On several occasions this month, DeSantis and Uthmeier have raised the possibility of removing local elected officials from office if they choose not to join the federal immigration enforcement program, a stance that led city council members in Fort Myers to reverse a previous vote not to participate in 287(g). Uthmeier has said preventing local police from getting training under the program is a violation of Florida’s ban on so-called sanctuary cities.

“Everyone in the local government should be on notice. This is not discretionary,” Uthmeier said at a news conference this month.

Emails show state pressure campaign

The state’s pressure has worked so far.

Across Florida, dozens of police departments have rushed to join the program, including the Fort Myers Police Department— a scenario that South Miami officials mentioned in the legal complaint as an example of the type of political pressure cities are facing.

In February, the Florida Police Chiefs Association also began sending emails to police chiefs across the state, urging them to tell their city officials about a new state law ushered in by the governor and the Republican-led Legislature earlier in the month, court records show.

The new law requires all Florida sheriffs and chief correctional officers to enroll in the 287(g) jail enforcement model no later than April 1. In that program, correctional officers are trained to perform some of the functions of federal immigration agents at a detention facility.

The law — which went into effect on Feb. 14 — did not contemplate the slightly different 287(g) task force model that is meant for police officers who operate outside of detention facilities. At the time the law was enacted, the Trump administration had not yet launched that model.

 

“The Legislature had the opportunity, if it so intended, to require municipalities to execute 287(g) agreements,” South Miami’s complaint says. “But the Legislature chose not to require municipalities to enter into 287(g) agreements as it did for county-level agencies.”

In a Feb. 21 email, the Florida Police Chiefs Association told police officers that all municipalities needed to adopt the 287(g) task force model, the complaint says. The email noted that Larry Keefe, who was recently appointed as the executive director of the State Board of Immigration Enforcement, is seeking “participation from as many municipalities as possible, as soon as possible.”

South Miami has yet to enter into a 287(g) agreement. In court records, city officials say the state’s pressure campaign has “placed South Miami in reasonable fear of enforcement action based on its failure to approve” such an agreement.

State argues otherwise

Florida’s attorney general warned cities that if they do not enroll in the program they could face penalties, including elected officials being suspended from office, because they would be violating the state’s ban on so-called sanctuary cities.

His threats came after the Fort Myers City Council voted 3-3 against joining the program, a decision it later reversed following the warnings from the state.

Florida law prohibits local governments from enacting a “sanctuary policy,” defined as a policy that prohibits a law enforcement agency from “participating in a federal immigration operation with a federal immigration agency as permitted by federal and state law.”

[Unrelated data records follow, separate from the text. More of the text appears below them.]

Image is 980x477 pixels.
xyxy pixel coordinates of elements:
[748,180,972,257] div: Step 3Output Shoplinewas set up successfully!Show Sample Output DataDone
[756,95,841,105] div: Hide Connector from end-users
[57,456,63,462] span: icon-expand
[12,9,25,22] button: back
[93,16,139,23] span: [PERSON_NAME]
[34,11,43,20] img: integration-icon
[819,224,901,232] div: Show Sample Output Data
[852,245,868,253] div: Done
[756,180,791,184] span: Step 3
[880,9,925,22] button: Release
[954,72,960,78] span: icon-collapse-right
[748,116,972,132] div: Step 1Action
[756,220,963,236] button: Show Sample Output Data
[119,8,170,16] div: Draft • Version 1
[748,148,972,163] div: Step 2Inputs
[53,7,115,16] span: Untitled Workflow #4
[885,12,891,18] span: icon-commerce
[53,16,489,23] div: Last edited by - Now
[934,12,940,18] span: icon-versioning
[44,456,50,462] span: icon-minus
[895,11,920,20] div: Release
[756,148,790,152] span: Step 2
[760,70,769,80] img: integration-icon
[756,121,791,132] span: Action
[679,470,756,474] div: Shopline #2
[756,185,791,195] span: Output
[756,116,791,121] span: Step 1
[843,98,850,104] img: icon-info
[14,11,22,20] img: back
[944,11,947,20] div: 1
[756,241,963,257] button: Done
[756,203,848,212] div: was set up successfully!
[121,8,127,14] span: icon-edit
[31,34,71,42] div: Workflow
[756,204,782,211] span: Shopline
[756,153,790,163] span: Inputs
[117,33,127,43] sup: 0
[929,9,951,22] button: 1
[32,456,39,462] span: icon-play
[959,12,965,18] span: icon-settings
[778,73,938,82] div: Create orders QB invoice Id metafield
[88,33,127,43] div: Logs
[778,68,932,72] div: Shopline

“South Miami contends that the Defendants’ reading is not supported by the plain language of the statute, and is contrary to an express limitation that the Legislature chose to place upon the definition of ‘sanctuary policy’ in 2022,” the lawsuit says.

City officials further argue that federal law makes clear that 287(g) agreements are voluntary partnerships and that they “are not necessary for information sharing or cooperation between local law enforcement agencies and ICE.”

And if the court decides local governments need to enter into the agreement under state law, South Miami officials say DeSantis’ powers to punish them don’t go as far as he’s saying they do.

“The governor’s enforcement powers are more limited than the governor contends,” the complaint says.


©2025 Miami Herald. Visit at miamiherald.com. Distributed by Tribune Content Agency, LLC.